The Texas Bookshelf is different from the The Texas Parlor, http://texasparlor.blogspot.com/ . The Texas Parlor carries "general" bookish information and non-book information and even different Texana news and notes of use to the bibliographically challenged and other nosey folks intersted in historical, literary, and cultural observations. Will's Texana Monthly may carry material from either blog, but extends itself beyond those, especially for longer compilations or treatments. The Monthly, the Bookshelf and the Parlor are all companions. So, is the Young Texas Reader http://youngtexasreader.blogspot.com/ which specialized on books and such things for the youngest to the teenagers.

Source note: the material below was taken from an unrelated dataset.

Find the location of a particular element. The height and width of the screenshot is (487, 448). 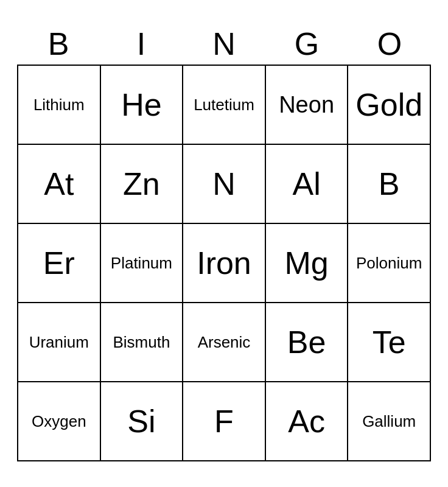

cell-text-2-3: Mg is located at coordinates (306, 263).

Thursday, December 18, 2008

Perfect Reign of Terror - Burrier

A Perfect Reign of Terror, Insurgency in the Texas Hill Country 1861-1862 by William "Paul" Burrier is reveiwed in the December 18, 2008 West Kerr Current by Irene Van Winkle's article, "Myth, fate clash around Tegener's role in Unionist movement."Comfort resident Fritz Tegener, who owned a sawmill in Hunt, came to Kerr County from Prussia with his brothers, Gustave and William in the 1850s. Rejecting slavery, they became involved in the Union Loyalist League. Gustave was hanged by State  troops, while Fritz survived the Battle of the Nueces in 1862. He also served as Kerr County treasurer, and after divorcing his first wife, Susan Benson, remarried Augusta Strunk.
 
Van Winkle writes that "Paul said that he is neither revisionist nor anti-Union, but that many accounts by eyewitnesses, historians and family members "have it wrong."

"Their biases are from the Germans' point of view, and some of them had their own agendas," he added."
 
Fritz Tegener, at right, opposed slavery.